Improved lymph node detection in minimally invasive radical surgery for colorectal cancer using nanocarbon tracer

Bingkai Xie 1, Guihe Lin 1, Zhijian Wang 2, Dongbo Xu 1, Jianxun Chen 1, Shuangming Lin 1,
PMCID: PMC11604857  PMID: 39609297

Abstract

To investigate the influencing factors of lymph node detection after minimally invasive radical surgery in patients with colorectal cancer (CRC) and the application value of carbon nanoparticle tracing. A total of 120 patients with CRC who underwent minimally invasive radical surgery were included. They were divided into groups according to whether they were grouped by carbon nano-tracers, and the baseline data were matched by propensity score method. Univariate and multivariate methods were used to evaluate lymph nodes and positive lymph nodes after minimally invasive radical surgery. The number of detected independent factors. After propensity score matching, there were 37 patients in the tracer group and the non-tracer group; there was no significant difference in baseline data between the two groups; the number of positive lymph nodes detected in the tracer group was significantly higher than that in the non-tracer group. The results of univariate analysis showed that gender, lesion location, maximum tumor diameter, and whether to perform nanocarbon tracing were all related to the number of lymph nodes detected after minimally invasive radical surgery. Nanocarbon tracing was an independent influencing factor for the number of lymph nodes detected after minimally invasive radical surgery. Pathological type, T stage, histopathological grade, nerve invasion, and whether or not with cancer nodules were all related to the number of positive lymph nodes detected after minimally invasive radical surgery; multivariate analysis showed that T stage, pathological Histological grade, vascular invasion, and cancer nodules were all independent influencing factors for the number of positive lymph nodes detected after minimally invasive radical surgery. The number of lymph nodes detected in patients with CRC after minimally invasive radical surgery is closely related to the location of the lesion and whether carbon nanoparticle tracing is performed; those with T2-4 stage, histological grade 3–4, combined with vascular invasion and cancer nodules are more likely to Positive lymph nodes were detected.

Supplementary Information

The online version contains supplementary material available at 10.1007/s12672-024-01582-0.

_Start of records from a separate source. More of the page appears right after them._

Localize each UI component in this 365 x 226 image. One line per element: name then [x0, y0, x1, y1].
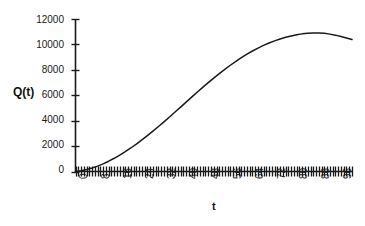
x-tick-label: 0 [78, 173, 89, 179]
y-tick-label: 2000 [12, 139, 64, 150]
x-tick-label: 16 [122, 168, 133, 179]
x-tick-label: 32 [166, 168, 177, 179]
data-series-line [76, 33, 353, 172]
y-tick-label: 4000 [12, 114, 64, 125]
x-tick-label: 88 [320, 168, 331, 179]
x-tick-label: 48 [210, 168, 221, 179]
x-tick-label: 64 [254, 168, 265, 179]
x-tick-label: 56 [232, 168, 243, 179]
x-tick-label: 96 [342, 168, 353, 179]
y-tick-label: 8000 [12, 64, 64, 75]
x-tick-label: 8 [100, 173, 111, 179]
x-tick-label: 24 [144, 168, 155, 179]
x-tick-label: 72 [276, 168, 287, 179]
y-tick-label: 0 [12, 164, 64, 175]
y-tick-label: 10000 [12, 39, 64, 50]
plot-area [0, 0, 365, 226]
x-tick-label: 80 [298, 168, 309, 179]
y-tick-label: 12000 [12, 14, 64, 25]
chart-figure: Q(t) t 12000 10000 8000 6000 4000 2000 0… [0, 0, 365, 226]
x-axis-title: t [212, 200, 216, 212]
y-tick-label: 6000 [12, 89, 64, 100]
x-tick-label: 40 [188, 168, 199, 179]
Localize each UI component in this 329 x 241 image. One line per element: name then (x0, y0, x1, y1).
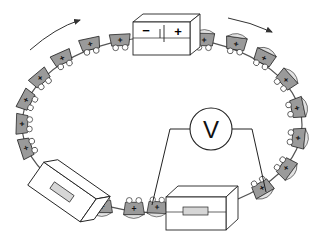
direction-arrow-right (228, 18, 272, 32)
station-box-bottom (166, 186, 238, 230)
cart-group-left (16, 34, 131, 160)
battery-box: − + (133, 14, 200, 55)
voltmeter-label: V (203, 116, 219, 143)
battery-positive-label: + (174, 24, 182, 39)
cart-loop-diagram: + + (0, 0, 329, 241)
direction-arrow-left (30, 20, 80, 50)
diagram-canvas: + + (0, 0, 329, 241)
battery-negative-label: − (142, 23, 150, 38)
station-box-left (28, 154, 110, 228)
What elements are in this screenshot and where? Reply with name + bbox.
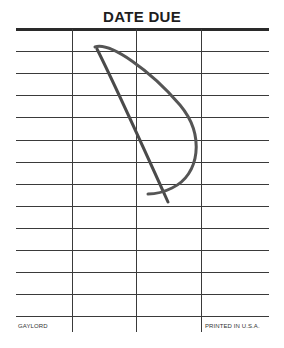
publisher-label: GAYLORD [18, 323, 48, 329]
handwritten-d-mark [0, 0, 284, 348]
printed-label: PRINTED IN U.S.A. [205, 323, 260, 329]
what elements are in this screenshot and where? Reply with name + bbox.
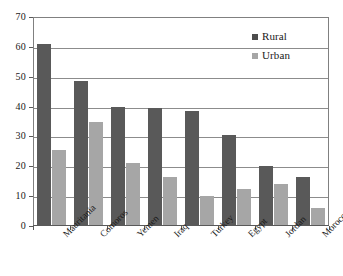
bar-group <box>296 17 325 226</box>
bar-urban <box>163 177 177 226</box>
legend: Rural Urban <box>252 27 290 65</box>
bar-urban <box>274 184 288 226</box>
x-axis-category-label: Mauritania <box>61 232 68 239</box>
x-axis-category-label: Turkey <box>209 232 216 239</box>
y-axis-tick <box>29 17 33 18</box>
bar-urban <box>237 189 251 226</box>
bar-group <box>111 17 140 226</box>
bar-rural <box>222 135 236 226</box>
y-axis-tick-label: 30 <box>16 131 26 141</box>
y-axis-tick <box>29 107 33 108</box>
x-axis-category-label: Comoros <box>98 232 105 239</box>
y-axis-tick-label: 10 <box>16 191 26 201</box>
bar-rural <box>148 108 162 226</box>
x-axis-category-label: Egypt <box>246 232 253 239</box>
y-axis-tick <box>29 196 33 197</box>
y-axis-tick-label: 20 <box>16 161 26 171</box>
y-axis-tick <box>29 166 33 167</box>
y-axis-tick <box>29 136 33 137</box>
bar-urban <box>126 163 140 226</box>
bar-urban <box>52 150 66 226</box>
bar-group <box>185 17 214 226</box>
bar-rural <box>185 111 199 226</box>
y-axis-tick-label: 60 <box>16 42 26 52</box>
legend-label-rural: Rural <box>262 31 287 42</box>
y-axis-tick-label: 50 <box>16 72 26 82</box>
legend-item-urban: Urban <box>252 46 290 65</box>
x-axis-category-label: Yemen <box>135 232 142 239</box>
bar-group <box>222 17 251 226</box>
legend-label-urban: Urban <box>262 50 290 61</box>
bar-urban <box>311 208 325 226</box>
legend-swatch-urban-icon <box>252 53 258 59</box>
bar-chart: 010203040506070 MauritaniaComorosYemenIr… <box>0 0 343 276</box>
y-axis-tick <box>29 77 33 78</box>
y-axis-tick-label: 40 <box>16 102 26 112</box>
y-axis-tick <box>29 47 33 48</box>
legend-swatch-rural-icon <box>252 34 258 40</box>
x-axis-category-label: Jordan <box>283 232 290 239</box>
bar-group <box>37 17 66 226</box>
x-axis-category-label: Morocco <box>320 232 327 239</box>
bar-rural <box>37 44 51 226</box>
bar-group <box>148 17 177 226</box>
x-axis-labels: MauritaniaComorosYemenIraqTurkeyEgyptJor… <box>0 226 343 276</box>
bar-urban <box>200 196 214 226</box>
bar-rural <box>74 81 88 226</box>
y-axis-tick-label: 70 <box>16 12 26 22</box>
bar-group <box>74 17 103 226</box>
x-axis-category-label: Iraq <box>172 232 179 239</box>
legend-item-rural: Rural <box>252 27 290 46</box>
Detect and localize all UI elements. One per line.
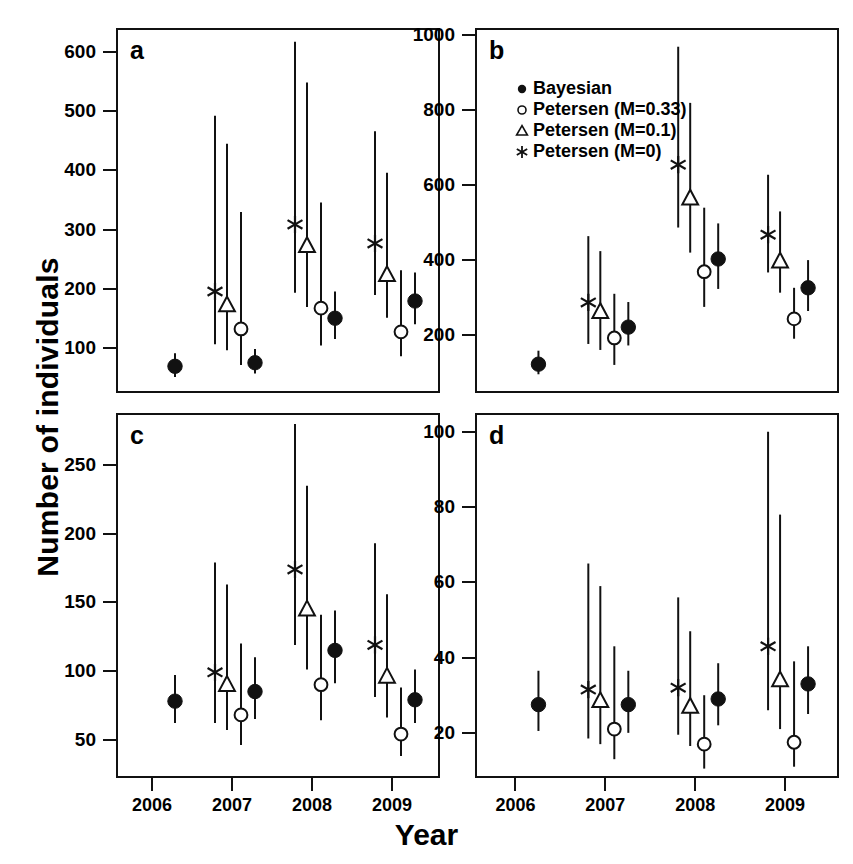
y-tick-mark-b-400 xyxy=(462,259,475,261)
y-tick-label-d-40: 40 xyxy=(365,647,455,669)
y-tick-label-c-100: 100 xyxy=(6,660,96,682)
legend-item-filled-circle: Bayesian xyxy=(511,78,687,99)
y-tick-label-a-400: 400 xyxy=(6,159,96,181)
data-point-d-petersen-m-0--2007 xyxy=(581,564,596,739)
data-point-d-petersen-m-0-33--2007 xyxy=(608,646,621,759)
y-tick-mark-d-40 xyxy=(462,657,475,659)
y-tick-mark-c-100 xyxy=(103,670,116,672)
y-tick-mark-d-80 xyxy=(462,506,475,508)
y-tick-mark-c-250 xyxy=(103,464,116,466)
data-point-a-petersen-m-0-33--2008 xyxy=(315,202,328,345)
data-point-b-bayesian-2007 xyxy=(621,302,635,345)
data-point-c-petersen-m-0-1--2008 xyxy=(299,486,315,670)
open-circle-icon xyxy=(511,100,533,120)
data-point-c-bayesian-2006 xyxy=(168,675,182,723)
data-point-d-bayesian-2007 xyxy=(621,671,635,733)
x-tick-label-c-2006: 2006 xyxy=(107,795,197,816)
legend-item-asterisk: Petersen (M=0) xyxy=(511,141,687,162)
y-tick-label-a-300: 300 xyxy=(6,219,96,241)
data-point-b-petersen-m-0--2007 xyxy=(581,236,596,344)
y-tick-mark-a-200 xyxy=(103,288,116,290)
legend: BayesianPetersen (M=0.33)Petersen (M=0.1… xyxy=(511,78,687,162)
data-point-a-bayesian-2008 xyxy=(328,292,342,339)
data-point-d-petersen-m-0-33--2009 xyxy=(788,661,801,766)
y-tick-label-d-80: 80 xyxy=(365,496,455,518)
data-point-b-petersen-m-0-1--2009 xyxy=(772,211,788,292)
y-tick-mark-a-600 xyxy=(103,51,116,53)
y-tick-mark-b-800 xyxy=(462,109,475,111)
data-point-c-petersen-m-0-33--2008 xyxy=(315,615,328,721)
data-point-d-petersen-m-0-1--2007 xyxy=(592,586,608,744)
x-tick-label-d-2008: 2008 xyxy=(650,795,740,816)
x-tick-mark-c-2006 xyxy=(151,778,153,791)
data-point-d-bayesian-2006 xyxy=(531,671,545,731)
y-tick-mark-c-200 xyxy=(103,533,116,535)
data-point-b-petersen-m-0-33--2008 xyxy=(698,208,711,307)
x-tick-mark-c-2008 xyxy=(311,778,313,791)
y-tick-mark-d-20 xyxy=(462,732,475,734)
data-point-d-petersen-m-0--2009 xyxy=(761,432,776,710)
y-tick-label-c-50: 50 xyxy=(6,729,96,751)
y-tick-label-b-400: 400 xyxy=(365,249,455,271)
y-tick-label-c-250: 250 xyxy=(6,454,96,476)
x-tick-mark-d-2007 xyxy=(604,778,606,791)
y-tick-mark-a-300 xyxy=(103,229,116,231)
x-tick-mark-d-2009 xyxy=(784,778,786,791)
data-point-a-petersen-m-0--2008 xyxy=(288,42,303,293)
panel-d: d xyxy=(475,413,839,778)
y-tick-mark-b-1000 xyxy=(462,34,475,36)
data-point-d-bayesian-2008 xyxy=(711,663,725,725)
y-tick-label-d-100: 100 xyxy=(365,421,455,443)
data-point-a-petersen-m-0-1--2007 xyxy=(219,144,235,351)
x-tick-label-d-2006: 2006 xyxy=(470,795,560,816)
data-point-c-bayesian-2009 xyxy=(408,670,422,724)
data-point-b-bayesian-2009 xyxy=(801,260,815,311)
y-tick-label-a-100: 100 xyxy=(6,337,96,359)
data-point-a-petersen-m-0-1--2008 xyxy=(299,83,315,307)
y-tick-mark-a-100 xyxy=(103,347,116,349)
x-tick-mark-d-2006 xyxy=(514,778,516,791)
x-tick-label-c-2009: 2009 xyxy=(347,795,437,816)
data-point-a-bayesian-2009 xyxy=(408,273,422,325)
data-point-b-petersen-m-0-33--2009 xyxy=(788,288,801,339)
data-point-b-petersen-m-0--2009 xyxy=(761,175,776,273)
asterisk-icon xyxy=(511,142,533,162)
y-tick-mark-b-200 xyxy=(462,334,475,336)
data-point-c-bayesian-2007 xyxy=(248,657,262,719)
y-tick-mark-c-150 xyxy=(103,601,116,603)
x-tick-mark-c-2009 xyxy=(391,778,393,791)
y-tick-label-b-200: 200 xyxy=(365,324,455,346)
x-tick-mark-c-2007 xyxy=(231,778,233,791)
data-point-a-bayesian-2006 xyxy=(168,353,182,377)
y-tick-mark-c-50 xyxy=(103,739,116,741)
data-point-c-petersen-m-0--2009 xyxy=(368,543,383,697)
data-point-d-petersen-m-0-33--2008 xyxy=(698,695,711,768)
figure-root: Number of individuals Year a bBayesianPe… xyxy=(0,0,853,864)
y-tick-label-a-200: 200 xyxy=(6,278,96,300)
y-tick-label-d-20: 20 xyxy=(365,722,455,744)
data-point-c-bayesian-2008 xyxy=(328,611,342,684)
y-tick-mark-a-400 xyxy=(103,169,116,171)
x-tick-label-c-2007: 2007 xyxy=(187,795,277,816)
legend-item-open-circle: Petersen (M=0.33) xyxy=(511,99,687,120)
x-tick-label-c-2008: 2008 xyxy=(267,795,357,816)
legend-label: Petersen (M=0.1) xyxy=(533,120,677,141)
legend-item-open-triangle: Petersen (M=0.1) xyxy=(511,120,687,141)
data-point-b-petersen-m-0-1--2007 xyxy=(592,251,608,350)
data-point-c-petersen-m-0-1--2007 xyxy=(219,585,235,730)
y-tick-label-a-500: 500 xyxy=(6,100,96,122)
data-point-c-petersen-m-0--2007 xyxy=(208,563,223,724)
y-tick-label-b-600: 600 xyxy=(365,174,455,196)
y-tick-label-a-600: 600 xyxy=(6,41,96,63)
data-point-d-bayesian-2009 xyxy=(801,646,815,714)
data-point-d-petersen-m-0--2008 xyxy=(671,597,686,734)
x-axis-label: Year xyxy=(0,818,853,852)
panel-b: bBayesianPetersen (M=0.33)Petersen (M=0.… xyxy=(475,28,839,393)
legend-label: Petersen (M=0) xyxy=(533,141,662,162)
data-point-b-bayesian-2006 xyxy=(531,351,545,375)
y-tick-label-c-200: 200 xyxy=(6,523,96,545)
y-tick-mark-d-60 xyxy=(462,581,475,583)
data-point-d-petersen-m-0-1--2008 xyxy=(682,631,698,746)
data-point-c-petersen-m-0-33--2007 xyxy=(235,644,248,746)
x-tick-label-d-2007: 2007 xyxy=(560,795,650,816)
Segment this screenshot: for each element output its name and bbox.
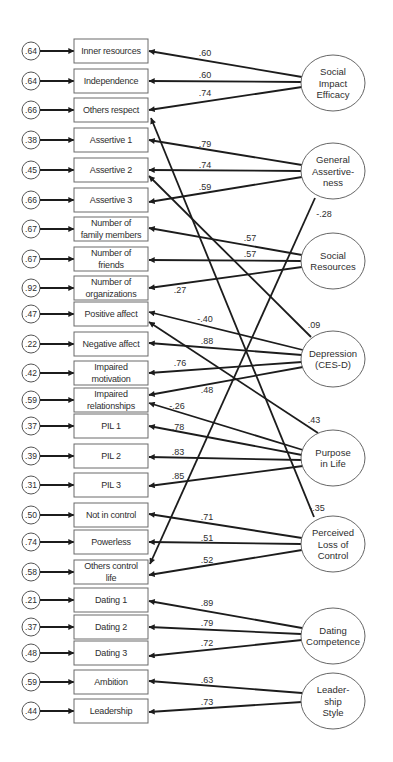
indicator-dating-2: .37Dating 2 bbox=[22, 615, 148, 639]
latent-label: Control bbox=[318, 550, 349, 561]
latent-label: Perceived bbox=[312, 527, 354, 538]
indicator-label: Inner resources bbox=[81, 46, 141, 56]
indicator-label: Impaired bbox=[94, 389, 128, 399]
error-term: .31 bbox=[22, 476, 40, 494]
indicator-others-respect: .66Others respect bbox=[22, 98, 148, 122]
indicator-number-of-organizations: .92Number oforganizations bbox=[22, 276, 148, 300]
indicator-impaired-relationships: .59Impairedrelationships bbox=[22, 388, 148, 412]
path-coefficient: .52 bbox=[201, 555, 214, 565]
error-term: .64 bbox=[22, 42, 40, 60]
latent-label: Impact bbox=[319, 78, 348, 89]
latent-general-assertiveness: GeneralAssertive-ness bbox=[301, 143, 365, 199]
indicator-pil-2: .39PIL 2 bbox=[22, 444, 148, 468]
error-term: .38 bbox=[22, 131, 40, 149]
path-coefficient: .89 bbox=[201, 598, 214, 608]
latent-label: General bbox=[316, 154, 350, 165]
error-term: .58 bbox=[22, 563, 40, 581]
path-coefficient: .78 bbox=[172, 422, 185, 432]
path-coefficient: .57 bbox=[244, 249, 257, 259]
error-term: .47 bbox=[22, 305, 40, 323]
indicator-inner-resources: .64Inner resources bbox=[22, 39, 148, 63]
indicator-label: motivation bbox=[91, 374, 130, 384]
indicator-powerless: .74Powerless bbox=[22, 530, 148, 554]
indicator-label: Assertive 2 bbox=[90, 165, 133, 175]
indicator-label: Number of bbox=[91, 218, 132, 228]
indicator-label: Negative affect bbox=[83, 339, 141, 349]
path-coefficient: .51 bbox=[201, 533, 214, 543]
path-coefficient: -.26 bbox=[169, 401, 185, 411]
error-term: .59 bbox=[22, 391, 40, 409]
indicator-label: family members bbox=[81, 230, 142, 240]
path-arrow-general-assertiveness-to-assertive-1 bbox=[149, 140, 302, 165]
path-arrow-social-impact-efficacy-to-inner-resources bbox=[149, 51, 302, 77]
path-coefficient: .43 bbox=[308, 415, 321, 425]
error-value: .48 bbox=[25, 648, 37, 658]
latent-depression-ces-d: Depression(CES-D) bbox=[301, 331, 365, 387]
latent-label: Leader- bbox=[317, 684, 350, 695]
indicator-dating-1: .21Dating 1 bbox=[22, 588, 148, 612]
path-coefficient: .63 bbox=[201, 675, 214, 685]
error-value: .42 bbox=[25, 368, 37, 378]
error-value: .59 bbox=[25, 395, 37, 405]
path-arrow-perceived-loss-of-control-to-others-control-life bbox=[149, 550, 302, 575]
indicator-label: Dating 3 bbox=[95, 648, 127, 658]
error-value: .74 bbox=[25, 537, 37, 547]
error-value: .64 bbox=[25, 46, 37, 56]
error-term: .44 bbox=[22, 702, 40, 720]
error-term: .92 bbox=[22, 279, 40, 297]
indicator-leadership: .44Leadership bbox=[22, 699, 148, 723]
indicator-label: Independence bbox=[84, 76, 139, 86]
indicator-label: friends bbox=[98, 260, 124, 270]
indicator-assertive-3: .66Assertive 3 bbox=[22, 188, 148, 212]
indicator-label: Dating 2 bbox=[95, 622, 127, 632]
path-arrow-perceived-loss-of-control-to-powerless bbox=[149, 542, 301, 544]
latent-label: in Life bbox=[320, 458, 345, 469]
path-arrow-dating-competence-to-dating-2 bbox=[149, 627, 301, 634]
error-term: .48 bbox=[22, 644, 40, 662]
latent-label: Resources bbox=[310, 261, 356, 272]
latent-label: Depression bbox=[309, 348, 357, 359]
latent-social-impact-efficacy: SocialImpactEfficacy bbox=[301, 55, 365, 111]
error-value: .45 bbox=[25, 165, 37, 175]
indicator-label: PIL 2 bbox=[101, 451, 121, 461]
indicator-label: Positive affect bbox=[85, 309, 139, 319]
latent-label: Style bbox=[322, 707, 343, 718]
error-term: .37 bbox=[22, 417, 40, 435]
indicator-label: organizations bbox=[86, 289, 138, 299]
error-term: .67 bbox=[22, 220, 40, 238]
error-value: .22 bbox=[25, 339, 37, 349]
indicator-label: life bbox=[106, 573, 117, 583]
error-value: .21 bbox=[25, 595, 37, 605]
indicator-label: Assertive 1 bbox=[90, 135, 133, 145]
indicator-label: Number of bbox=[91, 277, 132, 287]
indicator-dating-3: .48Dating 3 bbox=[22, 641, 148, 665]
indicator-pil-3: .31PIL 3 bbox=[22, 473, 148, 497]
latent-layer: SocialImpactEfficacyGeneralAssertive-nes… bbox=[301, 55, 365, 729]
error-term: .42 bbox=[22, 364, 40, 382]
path-coefficient: .09 bbox=[308, 320, 321, 330]
error-term: .74 bbox=[22, 533, 40, 551]
sem-path-diagram: .64Inner resources.64Independence.66Othe… bbox=[0, 0, 393, 762]
path-arrow-purpose-in-life-to-pil-2 bbox=[149, 457, 302, 460]
error-term: .45 bbox=[22, 161, 40, 179]
error-value: .67 bbox=[25, 254, 37, 264]
indicator-assertive-1: .38Assertive 1 bbox=[22, 128, 148, 152]
indicator-label: Not in control bbox=[86, 510, 136, 520]
path-coefficient: .60 bbox=[199, 70, 212, 80]
path-coefficient: .83 bbox=[172, 447, 185, 457]
error-term: .39 bbox=[22, 447, 40, 465]
indicator-label: Others respect bbox=[83, 105, 140, 115]
error-value: .66 bbox=[25, 195, 37, 205]
error-term: .59 bbox=[22, 673, 40, 691]
latent-dating-competence: DatingCompetence bbox=[301, 608, 365, 664]
indicator-ambition: .59Ambition bbox=[22, 670, 148, 694]
path-coefficient: .59 bbox=[199, 182, 212, 192]
path-coefficient: -.28 bbox=[316, 209, 332, 219]
error-value: .47 bbox=[25, 309, 37, 319]
indicator-number-of-family-members: .67Number offamily members bbox=[22, 217, 148, 241]
error-value: .37 bbox=[25, 421, 37, 431]
error-term: .66 bbox=[22, 191, 40, 209]
indicator-label: PIL 1 bbox=[101, 421, 121, 431]
indicator-positive-affect: .47Positive affect bbox=[22, 302, 148, 326]
path-arrow-dating-competence-to-dating-1 bbox=[149, 601, 302, 628]
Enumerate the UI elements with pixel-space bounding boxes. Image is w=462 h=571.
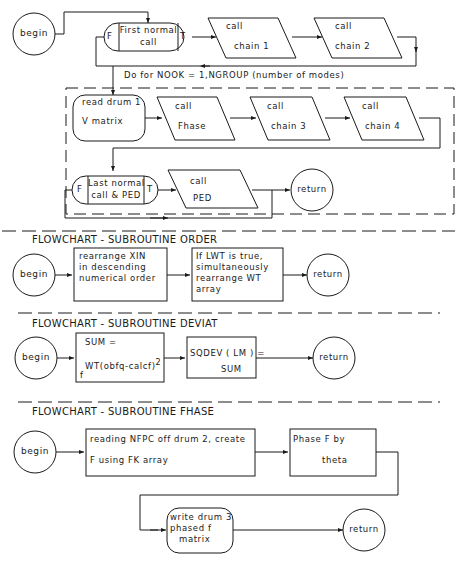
loop-label: Do for NOOK = 1,NGROUP (number of modes) [124,70,344,81]
order-return-label: return [307,269,349,280]
order-box2-line2: simultaneously [196,262,269,273]
chain2-call: call [335,21,352,32]
chain4-name: chain 4 [365,121,400,132]
first-normal-call-line1: First normal [119,25,178,36]
order-begin-label: begin [13,269,55,280]
flowchart-lines [0,0,462,571]
chain1-call: call [226,21,243,32]
ped-name: PED [193,193,212,204]
last-call-false-label: F [77,184,83,195]
last-call-true-label: T [147,184,153,195]
deviat-sum-line2: WT(obfq-calcf)2 [85,357,161,372]
read-drum-line1: read drum 1 [82,97,141,108]
order-box2-line3: rearrange WT [196,273,261,284]
order-box2-line1: If LWT is true, [196,251,263,262]
last-normal-call-line1: Last normal [88,178,144,189]
fhase-box1-line1: reading NFPC off drum 2, create [90,434,246,445]
deviat-sum-expression: WT(obfq-calcf) [85,361,156,371]
fhase-name: Fhase [178,121,206,132]
deviat-title: FLOWCHART - SUBROUTINE DEVIAT [32,318,218,329]
read-drum-line2: V matrix [82,116,123,127]
fhase-box3-line2: phased f [170,523,212,534]
fhase-box2-line2: theta [322,455,348,466]
deviat-sqdev-line1: SQDEV ( LM ) = [190,348,265,359]
order-box2-line4: array [196,284,221,295]
chain3-call: call [267,101,284,112]
fhase-call: call [175,101,192,112]
fhase-box1-line2: F using FK array [90,455,168,466]
order-box1-line1: rearrange XIN [79,251,146,262]
ped-call: call [190,176,207,187]
fhase-box3-line1: write drum 3 [170,512,232,523]
last-normal-call-line2: call & PED [88,190,144,201]
fhase-box2-line1: Phase F by [293,434,345,445]
fhase-title: FLOWCHART - SUBROUTINE FHASE [32,406,214,417]
fhase-return-label: return [343,524,385,535]
order-box1-line2: in descending [79,262,146,273]
chain2-name: chain 2 [335,41,370,52]
chain4-call: call [362,101,379,112]
chain1-name: chain 1 [234,41,269,52]
chain3-name: chain 3 [271,121,306,132]
deviat-sum-line1: SUM = [85,337,117,348]
fhase-box3-line3: matrix [179,534,210,545]
deviat-sum-exponent: 2 [156,358,162,367]
begin-label: begin [13,28,55,39]
first-call-true-label: T [180,31,186,42]
fhase-begin-label: begin [14,446,56,457]
deviat-begin-label: begin [15,352,57,363]
first-call-false-label: F [107,31,113,42]
deviat-sqdev-line2: SUM [221,364,242,375]
return-label: return [291,184,333,195]
deviat-sum-subscript: f [80,370,84,381]
deviat-return-label: return [313,352,355,363]
first-normal-call-line2: call [119,37,178,48]
order-box1-line3: numerical order [79,273,156,284]
order-title: FLOWCHART - SUBROUTINE ORDER [32,234,217,245]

Keywords: Colorectal cancer, Detection, Metastasis, Lymph node, Nano-carbon tracer

Introduction

Colorectal cancer (CRC) is one of the most common malignant tumors of the digestive system, ranking third in morbidity and fifth in mortality among all cancers. In recent years, with the increasing emphasis on early cancer detection and screening, coupled with the widespread use of endoscopy, the early detection rate of CRC has significantly improved [1]. Currently, accurate localization of the lesion is believed to be closely related to cases involving endoscopic non-curative resection, small tumor volume, multiple primary tumors, and postoperative recurrence after radical resection of CRC [2].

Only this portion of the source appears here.